Go to ProfileDoreen Ann Cantrell CBE, FRS, FRSE, FMedSci is a Scottish scientist and Professor of Cellular Immunology at the School of Life Sciences, University of Dundee. She researches the development and activation T lymphocytes, which are key to the understanding the immune response.
Go to Profile#4042
Thomas D. Sharkey
1953 - Present (73 years)
Thomas D. Sharkey is a plant biochemist who studies gas exchange between plants and the atmosphere. His research has covered carbon metabolism of photosynthesis from carbon dioxide uptake to carbon export from the Calvin-Benson Cycle, isoprene emission from plants, and abiotic stress tolerance. Four guiding questions are: how leaf photosynthesis affects plant yield, does some carbon fixation follow an oxidative pathway that reduces sugar output but stabilizes photosynthesis, why plants make isoprene, and how plants cope with high temperature.
Go to ProfileGregory A. Poland is an American physician and vaccinologist. He is the Mary Lowell Leary professor of medicine at the Mayo Clinic in Rochester, Minnesota, as well as the director of the Mayo Clinic's Vaccine Research Group. He is also the editor-in-chief of the medical journal Vaccine.
Go to Profile#4044
Francesco Lacquaniti
1952 - Present (74 years)
Francesco Lacquaniti is an Italian neurologist and neuroscientist.
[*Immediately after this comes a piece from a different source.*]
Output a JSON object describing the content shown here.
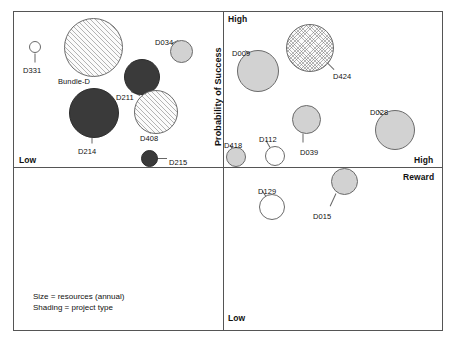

He received his medical education and completed his Neurology residency at the University of Turin. He is Professor of Physiology at the University of Rome Tor Vergata, and the Director of the Laboratory of Neuromotor Physiology at Santa Lucia Foundation IRCCS, Rome. His research focuses on the laws of movement control in humans and other animals and their development in children and alteration after neurological lesions . He also studied the neural representation of spatial information in the brain , the neural representation of gravity effects on the body , and how the brain adapts to weightlessness .
Go to Profile#4047
Mark G. Thomas
1964 - Present (62 years)
Mark G. Thomas is a human evolutionary geneticist, Professor of Evolutionary Genetics at the Research Department of Genetics, Evolution and Environment at University College London since 2009. Prior to this, he was Cancer Research Campaign Postdoctoral Research Fellow at King's College London and then Wellcome Trust postdoctoral researcher in the department of Biological Anthropology at the University of Cambridge. He has acted as Editor-in-chief of the journal Annals of Human Genetics from 2015 to 2019 and Oct 2020 to Jan 2021.
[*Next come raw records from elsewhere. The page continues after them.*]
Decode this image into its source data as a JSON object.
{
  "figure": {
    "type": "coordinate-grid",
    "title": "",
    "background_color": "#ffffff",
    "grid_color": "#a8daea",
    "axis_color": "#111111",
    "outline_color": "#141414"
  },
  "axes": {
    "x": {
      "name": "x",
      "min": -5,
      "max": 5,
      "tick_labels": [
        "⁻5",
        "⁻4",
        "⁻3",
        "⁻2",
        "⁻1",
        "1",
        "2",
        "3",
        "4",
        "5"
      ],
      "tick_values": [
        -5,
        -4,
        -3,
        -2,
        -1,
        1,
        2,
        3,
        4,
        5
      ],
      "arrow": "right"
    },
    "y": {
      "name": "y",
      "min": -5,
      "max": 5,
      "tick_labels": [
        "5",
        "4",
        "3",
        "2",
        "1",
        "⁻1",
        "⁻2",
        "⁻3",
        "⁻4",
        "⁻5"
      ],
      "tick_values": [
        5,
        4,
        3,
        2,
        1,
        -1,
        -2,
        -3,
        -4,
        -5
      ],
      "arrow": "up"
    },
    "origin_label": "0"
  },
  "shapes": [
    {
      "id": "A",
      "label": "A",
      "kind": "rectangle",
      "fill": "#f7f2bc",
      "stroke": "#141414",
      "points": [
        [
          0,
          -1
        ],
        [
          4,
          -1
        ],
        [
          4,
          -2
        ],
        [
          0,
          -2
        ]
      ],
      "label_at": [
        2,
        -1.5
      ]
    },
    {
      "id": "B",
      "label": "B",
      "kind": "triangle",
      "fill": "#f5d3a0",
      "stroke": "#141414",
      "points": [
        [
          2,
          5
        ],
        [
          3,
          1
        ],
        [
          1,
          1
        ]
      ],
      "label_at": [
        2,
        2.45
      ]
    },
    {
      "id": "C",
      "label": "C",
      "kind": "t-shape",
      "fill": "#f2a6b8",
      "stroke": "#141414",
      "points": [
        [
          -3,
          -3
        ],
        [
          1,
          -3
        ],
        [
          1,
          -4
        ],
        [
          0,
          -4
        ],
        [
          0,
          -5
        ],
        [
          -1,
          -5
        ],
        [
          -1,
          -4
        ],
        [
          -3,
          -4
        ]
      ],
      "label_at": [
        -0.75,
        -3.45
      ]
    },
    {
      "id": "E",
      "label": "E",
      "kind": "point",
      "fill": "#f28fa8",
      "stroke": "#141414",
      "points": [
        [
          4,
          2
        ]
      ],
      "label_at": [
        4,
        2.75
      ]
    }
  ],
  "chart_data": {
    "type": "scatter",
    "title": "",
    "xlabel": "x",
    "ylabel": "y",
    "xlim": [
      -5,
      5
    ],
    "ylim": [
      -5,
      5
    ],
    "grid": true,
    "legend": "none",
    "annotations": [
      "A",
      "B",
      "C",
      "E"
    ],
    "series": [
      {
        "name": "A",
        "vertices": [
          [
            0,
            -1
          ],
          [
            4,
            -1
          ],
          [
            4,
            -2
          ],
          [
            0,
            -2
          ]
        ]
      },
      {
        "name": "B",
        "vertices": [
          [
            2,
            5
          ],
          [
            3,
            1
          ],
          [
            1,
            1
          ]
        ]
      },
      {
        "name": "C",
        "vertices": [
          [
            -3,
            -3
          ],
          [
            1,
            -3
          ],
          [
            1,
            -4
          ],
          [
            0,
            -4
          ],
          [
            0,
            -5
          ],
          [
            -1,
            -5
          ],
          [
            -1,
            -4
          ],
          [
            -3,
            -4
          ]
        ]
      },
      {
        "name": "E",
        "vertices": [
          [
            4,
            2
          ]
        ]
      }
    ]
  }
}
Go to ProfileRoger Allen Leigh is a Plant Scientist. He is a former Professor of Botany, Cambridge University, where he was a fellow of Girton College. Between 2006 and 2010 he was head of school of Agriculture, Food & Wine at the University of Adelaide. He was then appointed as the Director of the Waite Research Institute at the University of Adelaide.
Go to ProfileJames "Jim" William Truman is an American chronobiologist known for his seminal research on circadian rhythms in silkmoth eclosion, particularly the restoration of rhythm and phase following brain transplantation. He is a professor emeritus at the University of Washington and a former senior fellow at Howard Hughes Medical Institution Janelia Research Campus.